A victory in Saturday's FA Cup final would secure Europa League football next season, putting the Hornets in a major European competition for the first time since the 1983-84 campaign.

"We want to qualify for Europe, then we want to win the Europa League, then we want to qualify for the Champions League. It may never happen, but if you don't have that ambition and desire, what is the point? There really is no point," said Duxbury.

"We were fighting for something special all season and I think we can achieve even more with this talented squad in the future."

Image source, Getty Images
Image caption,

Vicarage Road (top) in 2011, with the closed Main Stand, compared to 2019 (bottom) with the redeveloped Sir Elton John Stand

But what is the ceiling to Watford's ambition? It is, after all, a club based on the fringes of London, competing with the fanbase of Tottenham and Arsenal, and in a stadium that, while unrecognisable from the three-sided ground of five years ago, has a current capacity of just under 22,000.

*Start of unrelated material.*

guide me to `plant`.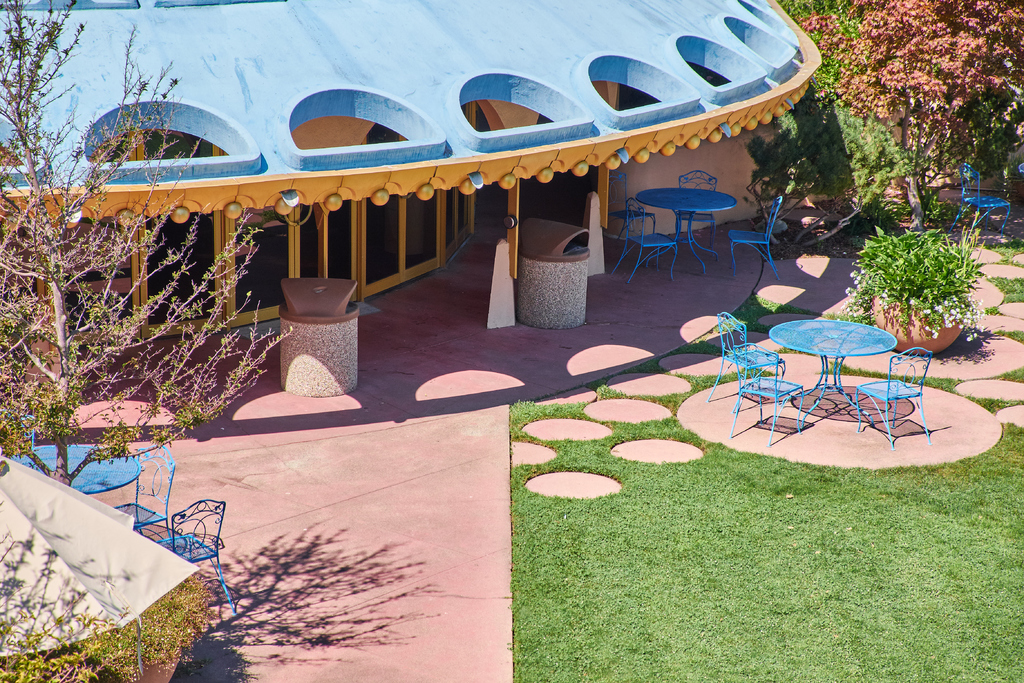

"If we all have concrete-built 60,000-capacity stadiums and everyone is saying 'we are big, we have history' - how boring," said Duxbury.

"It is good to have clubs that are, in some people's definition, smaller but doing things differently.

"That doesn't mean we can't be big and have big success, just because our stadium is boutique, just because we live in a smaller town rather than a big central city, it doesn't mean we can't have big success and can't deliver big things. And we will."

Regardless of what Watford can achieve in the coming years, there will be a dreamy disposition among Hornets fans as they bustle down Wembley Way on Saturday, conscious that if it were not for the intervention of the Pozzos seven years ago, all of this would be very unlikely to be happening.